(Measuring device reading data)
......

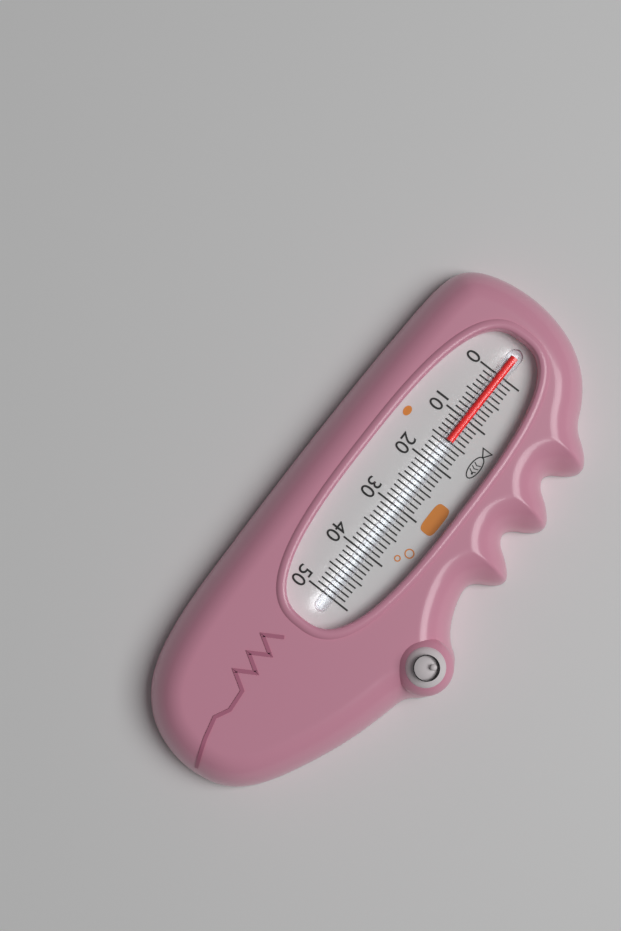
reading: 15 (no unit)
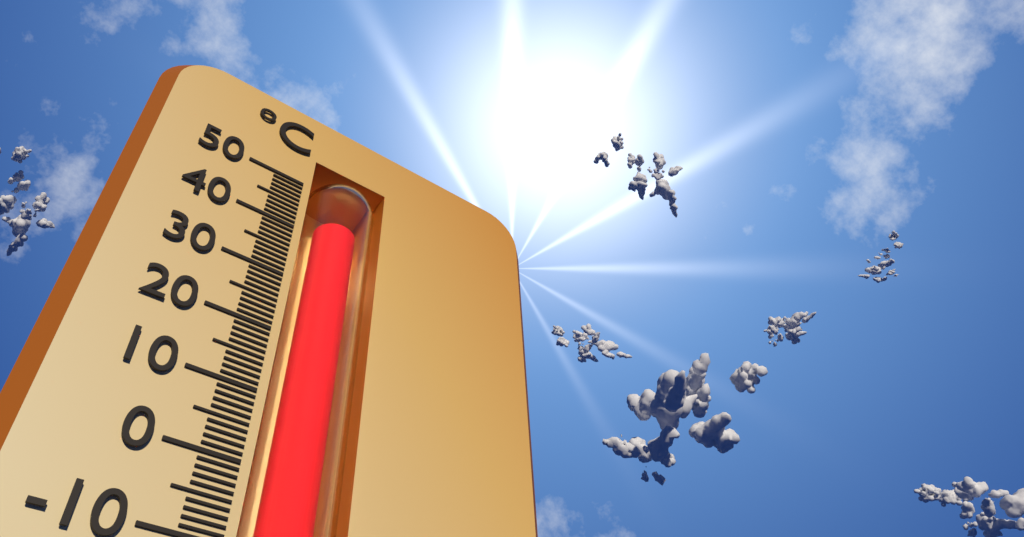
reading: 45 °C
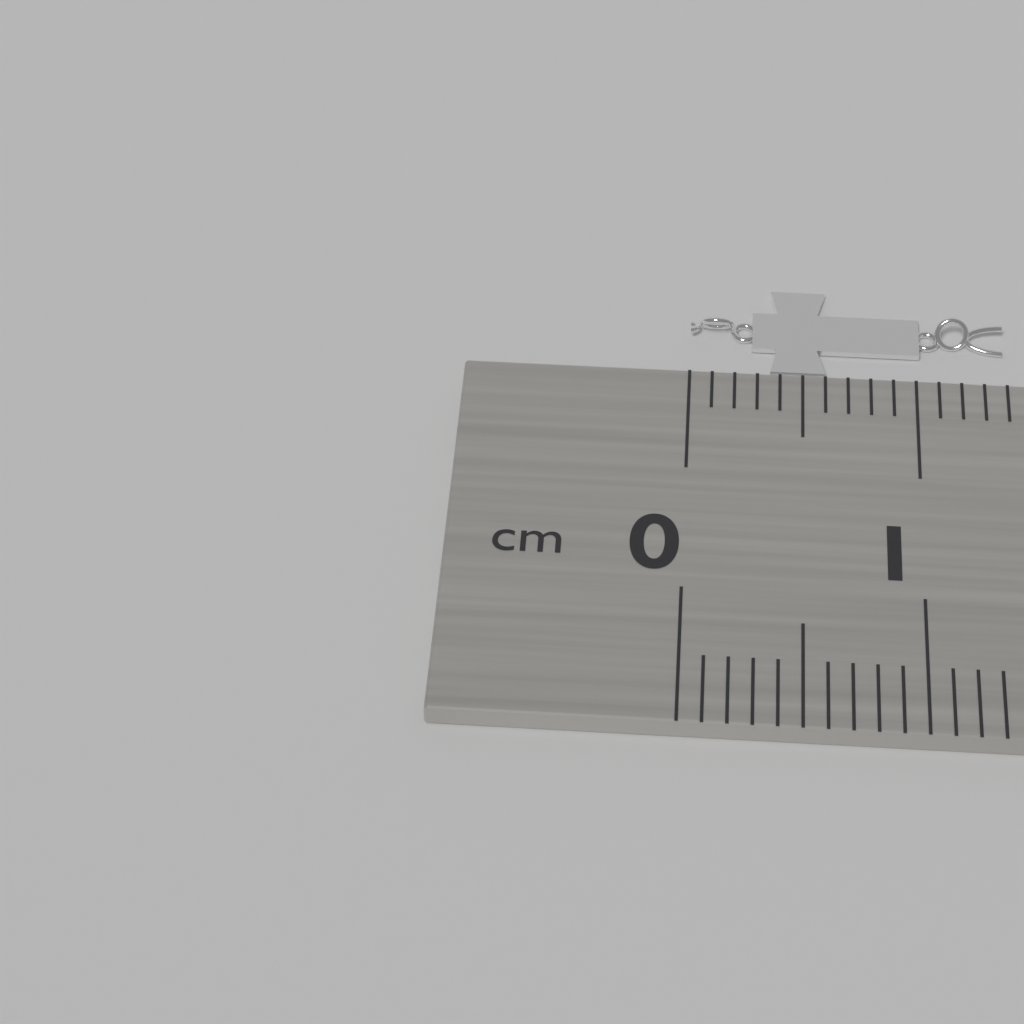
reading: 1.4 cm
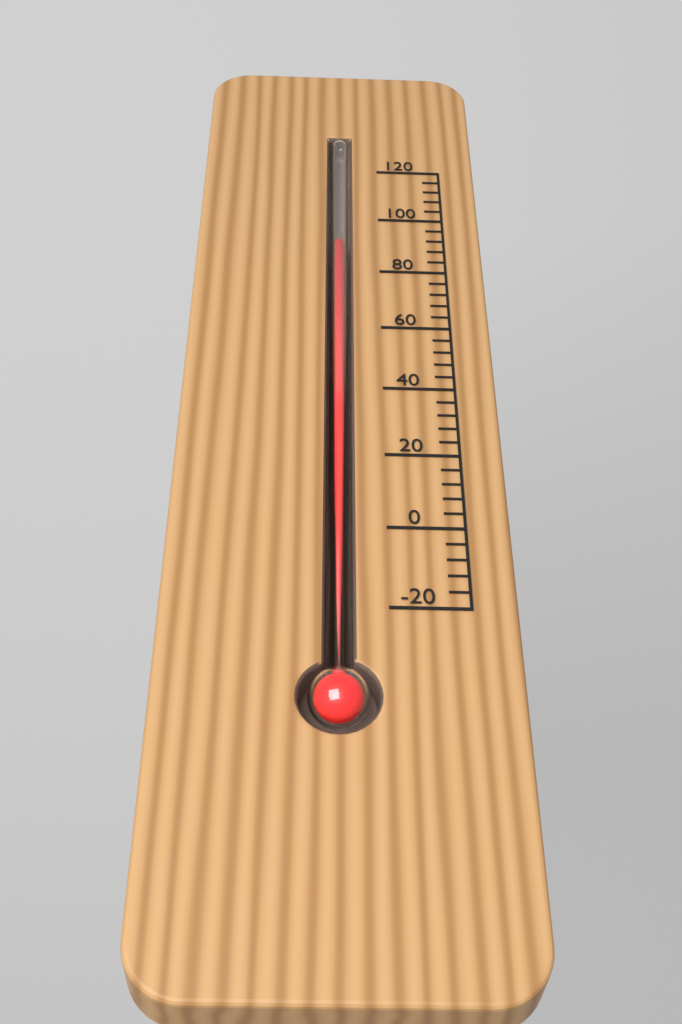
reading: 92 (no unit)
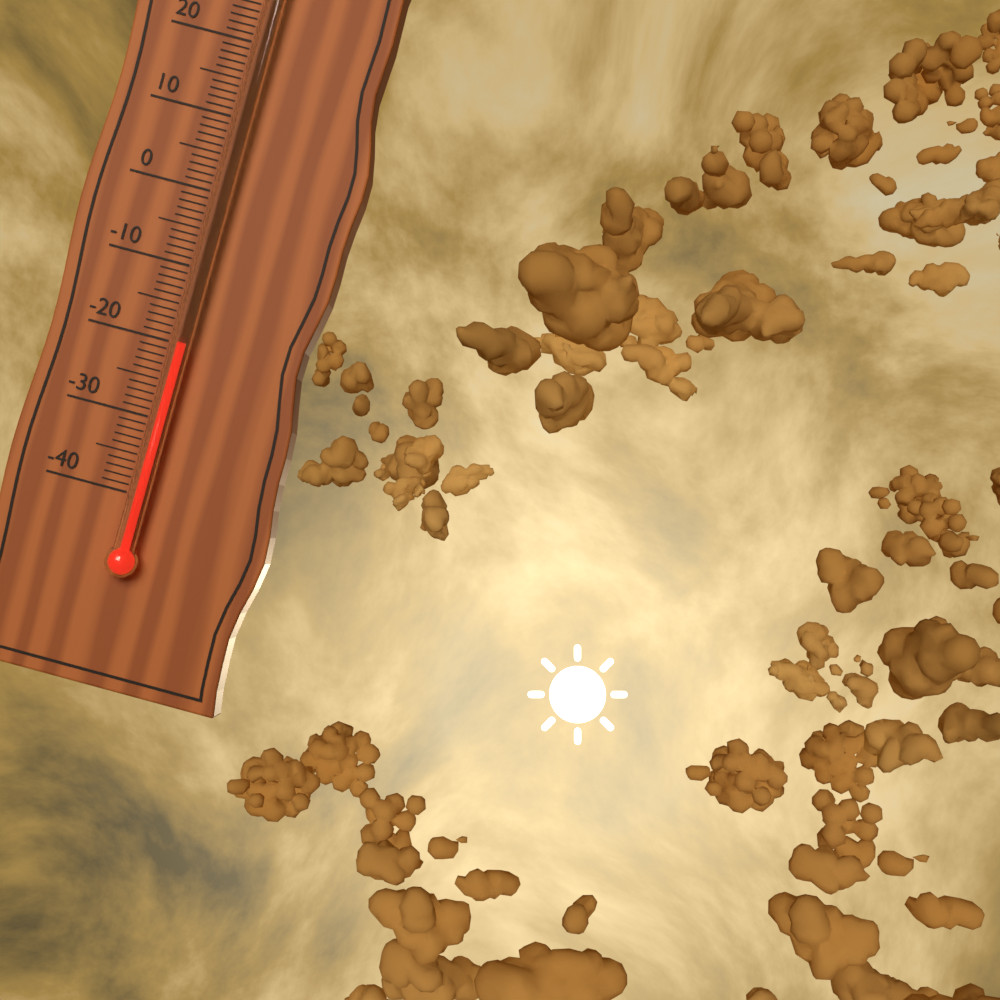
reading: -20 °C
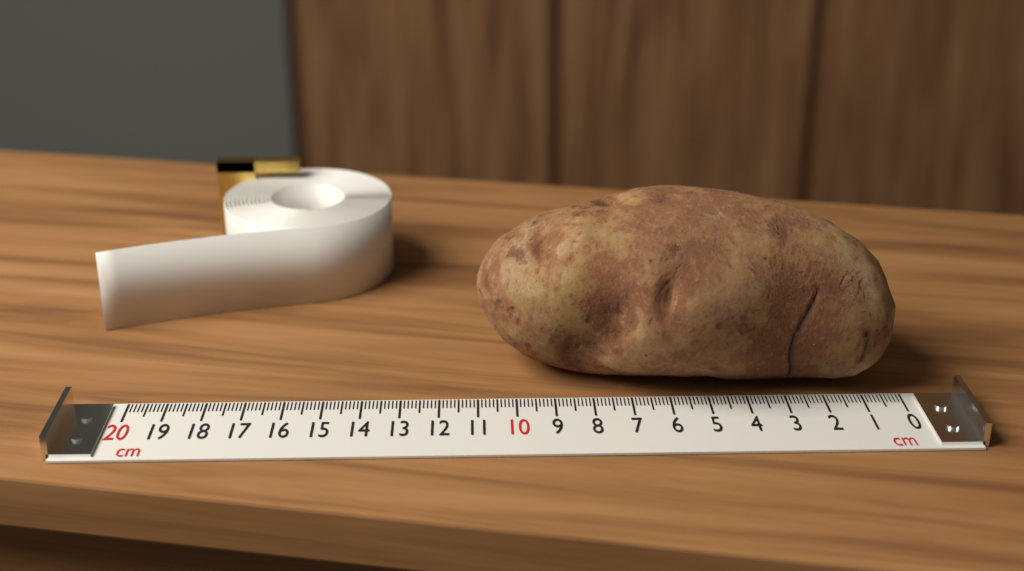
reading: 11.0 cm
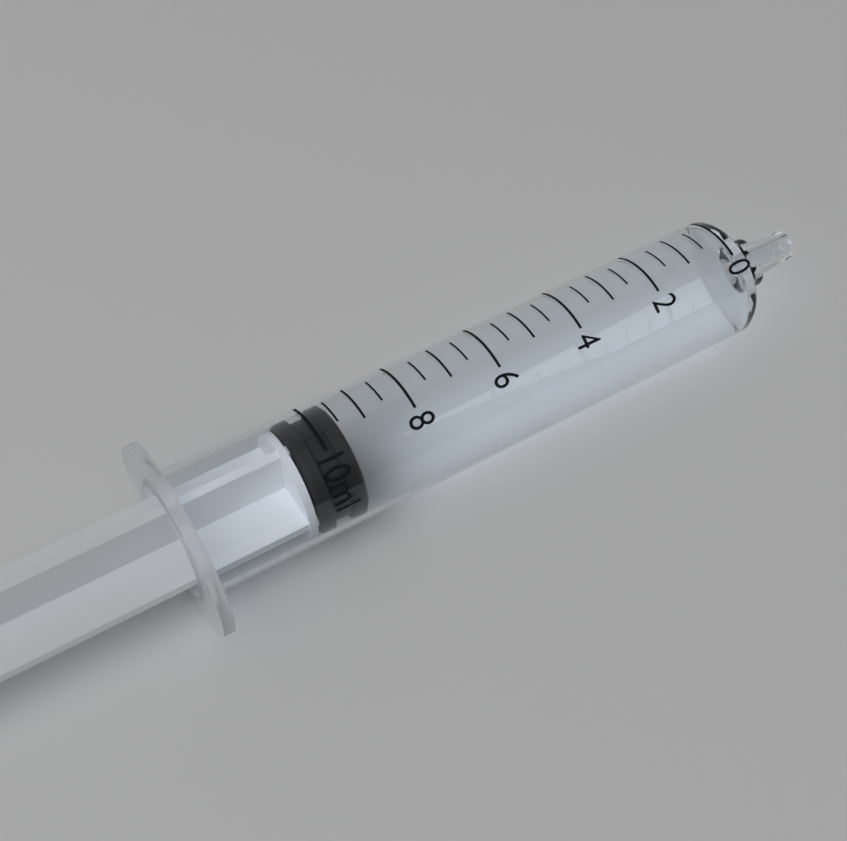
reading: 9.5 ml
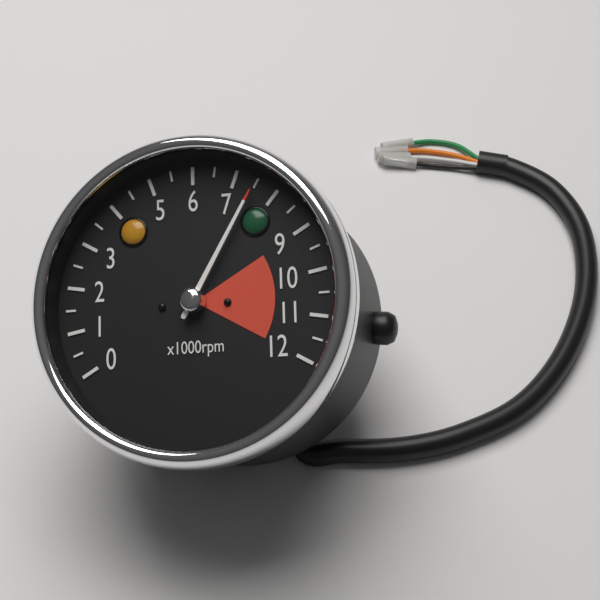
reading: 7.5 x1000rpm
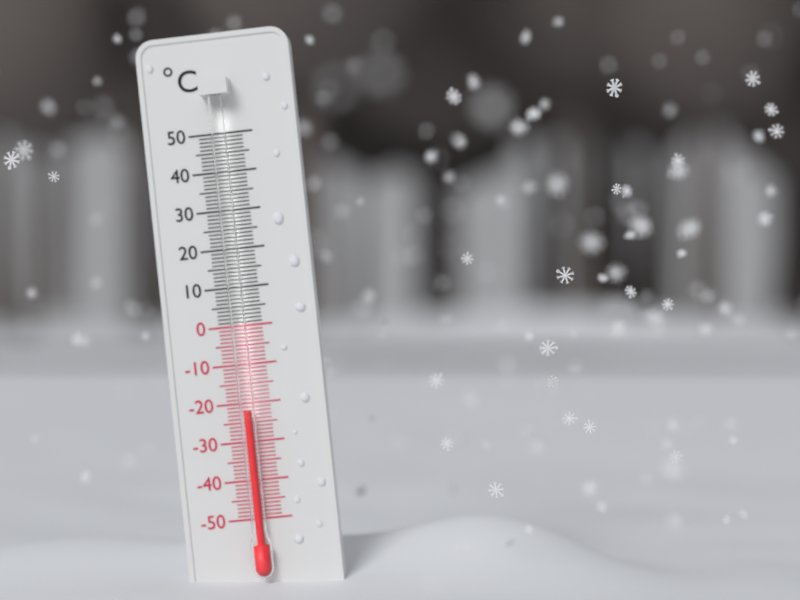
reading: -22 °C
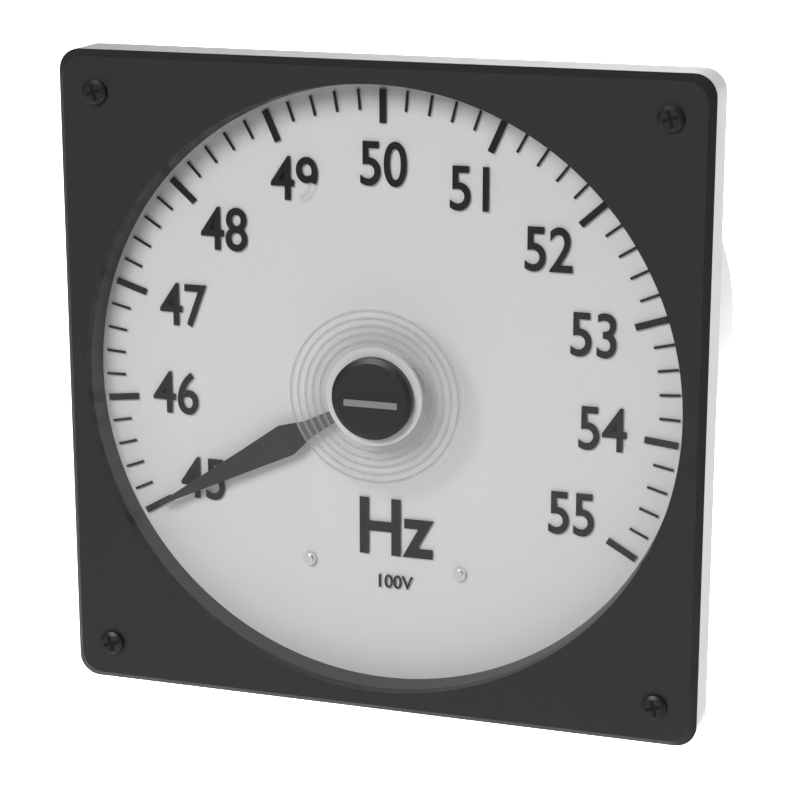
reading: 45.0 Hz
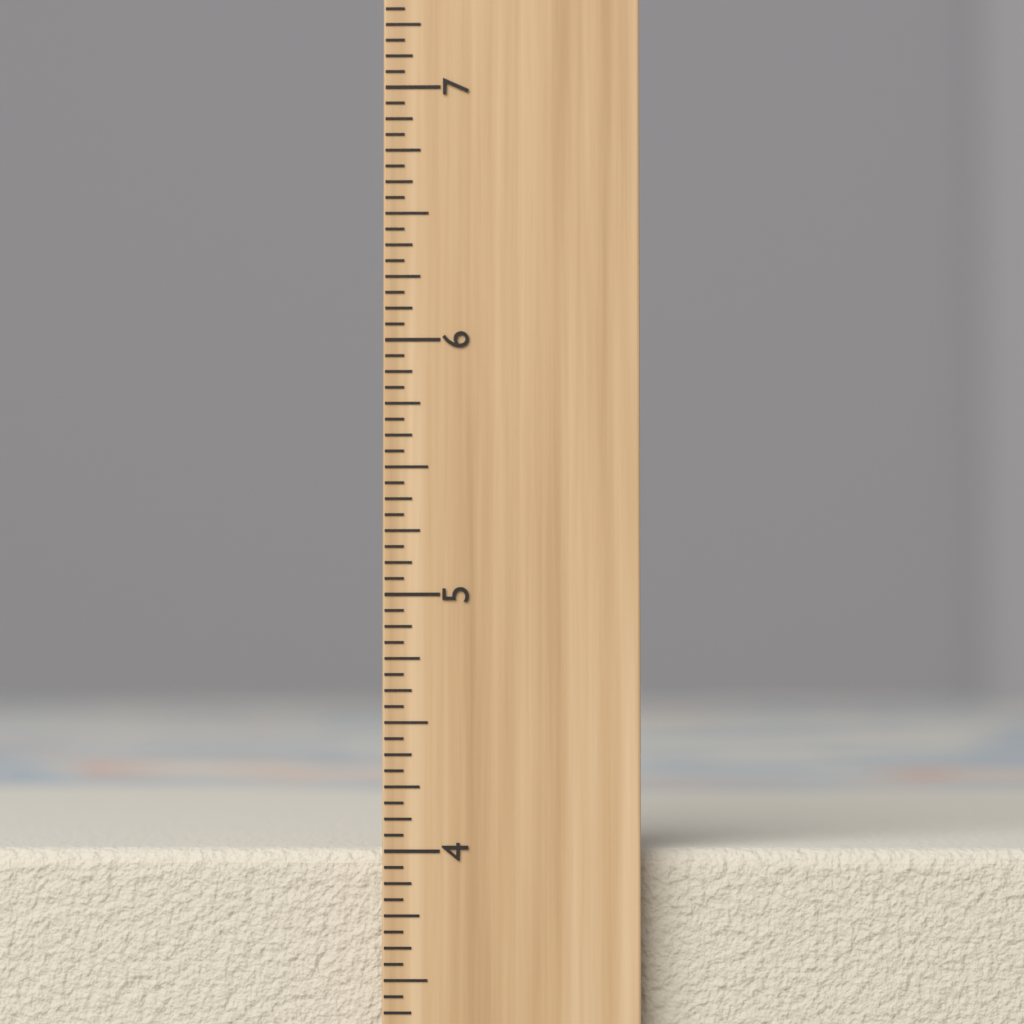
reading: 4.0000 inch
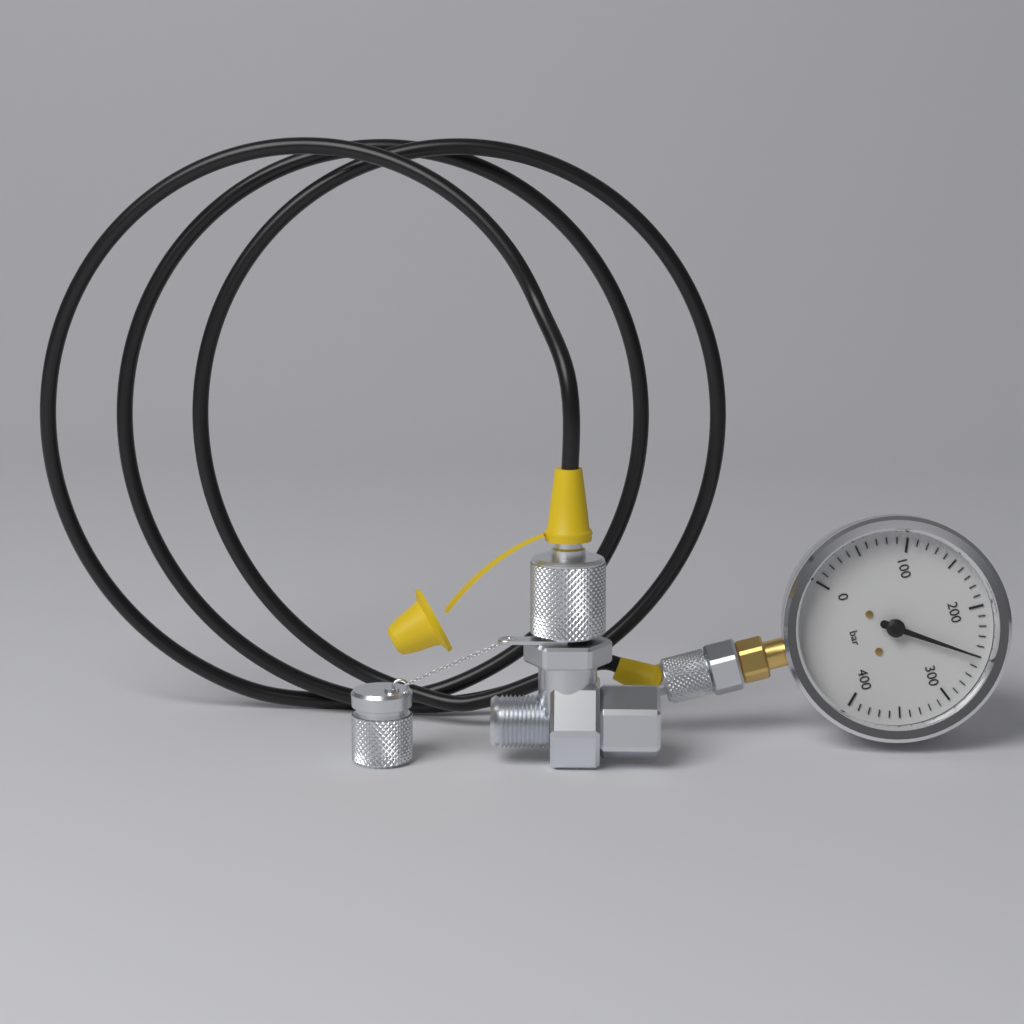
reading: 250 bar
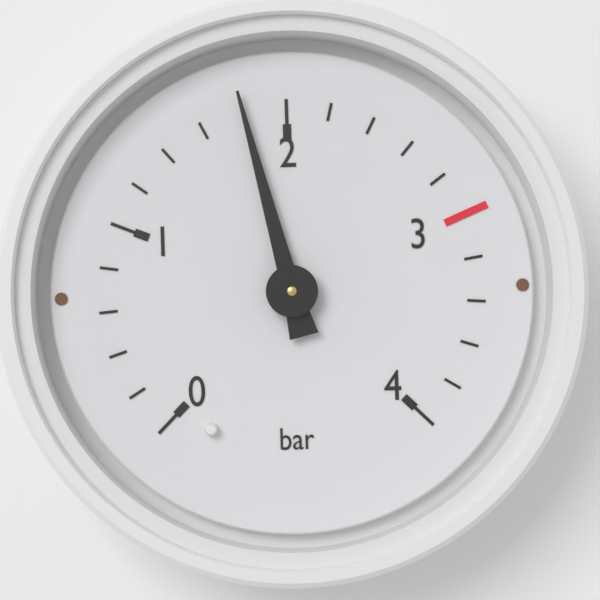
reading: 1.8 bar
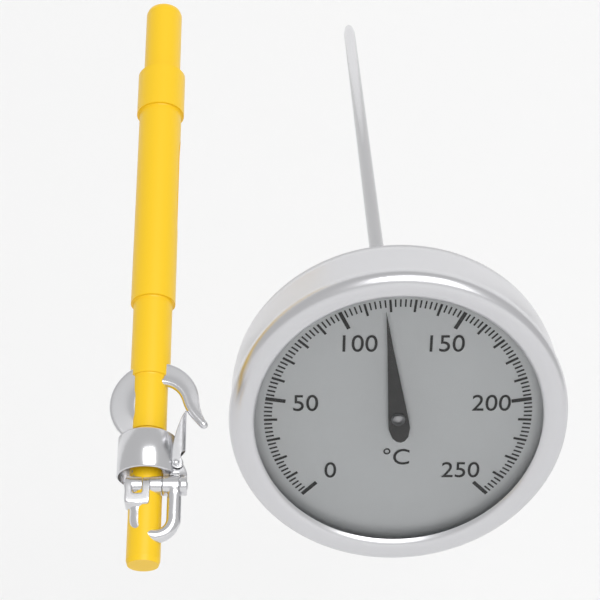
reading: 118 °C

......

— Prompt —
Your task is to reproduce exactly the lines running from the line that contains "reading: 45 °C" to the end of the records, pictures excluded.

— Exercise output —
reading: 45 °C
reading: 1.4 cm
reading: 92 (no unit)
reading: -20 °C
reading: 11.0 cm
reading: 9.5 ml
reading: 7.5 x1000rpm
reading: -22 °C
reading: 45.0 Hz
reading: 4.0000 inch
reading: 250 bar
reading: 1.8 bar
reading: 118 °C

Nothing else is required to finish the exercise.